There used to be water in California; snowmelt rushing through ravines to coalesce laughingly as lakes and lagoons and other summer indulgences. That was long away and far ago, in some strange before time when the land wasn’t riven with cracks and the heat had some kind of relief in the form of shade.

My brother says he remembers it but I reckon he’s fibbing. Ma says the last running water she remembers was 2019, so he would’ve been four. I was two, so I can’t even remember washing in it but Ma swears we did, dunked completely under sometimes whether we liked it or not.

It’s hard to imagine that, these days, now that it’s 25 a gallon from the Lakes and all the little ones sucking on the corner of a sweet rag trying to make it last.

Funny to think that once, California was the place everyone was running to — in the old pictures there’s orchards and plenty and El Dorado Road which means gold. The exodus the other way was a lot shorter — rich folk taking planes and everyone else just walking, walking, walking forever. Not us, though.

I think at first, Ma thought that we could make do because we were already crafting our own place. We were part of some movement called Transition Towns, people who saw the writing on the wall and told anyone who’d listen what was coming down those mountains — well, truth be told, what wasn’t going to come down those mountains any more — and we had most everything prepared: canned food, and hothouses, and water laid in, and rain tanks and all of it.

And then, as it turned out, we ended up making do because we were some of the only ones left and while the state couldn’t support 30 million, it did okay for 30 thousand, in the end.
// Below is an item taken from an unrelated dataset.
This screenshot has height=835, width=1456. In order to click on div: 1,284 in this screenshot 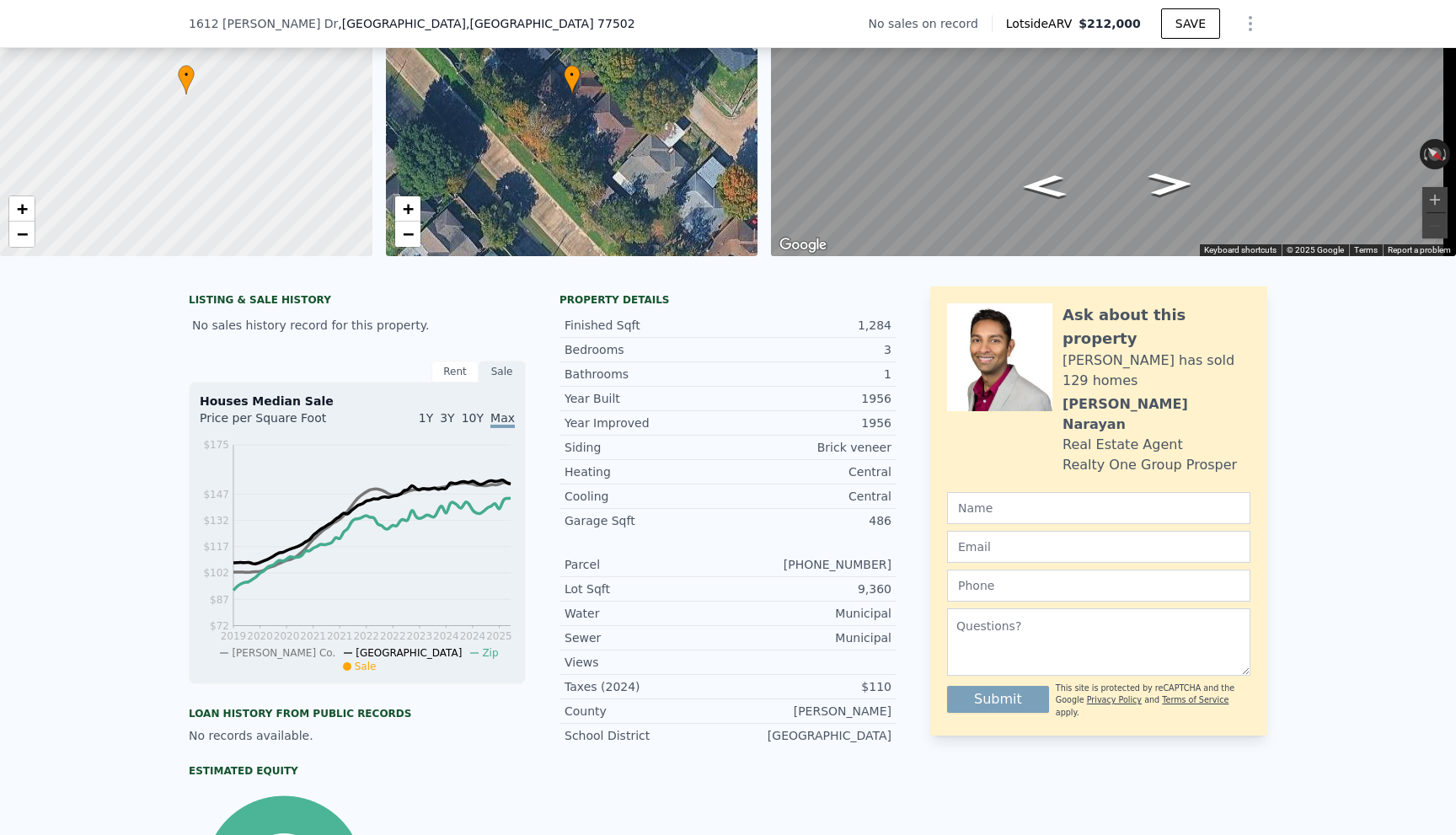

My brother, he says if it hadn’t been for President Clinton, things would have been a lot worse, a lot sooner, but California was on her side and so she did her best to take care of us back, even though it was a losing battle.

As for me, some days I go down to the old tree with the sign that says “Water” with an arrow pointing, as though it’s some simple matter to walk in that direction and there’ll be some magic device that you wave your hand over and water will spring out of it, fresh and pure and quenching, just when you need it. Or that it’s an x on a map for buried treasure and you only have to dig down so far and you’ll have a tower of water pushing up frantic out of the earth in its haste to get to you.

And I sit under the tree stump and I look out at the brown earth, and I imagine the old film of children playing under sprinklers, I think they were called, or when those fire things burst and the kids ran in the spray, or ice blocks and I wonder if there wasn’t anything else we could have done.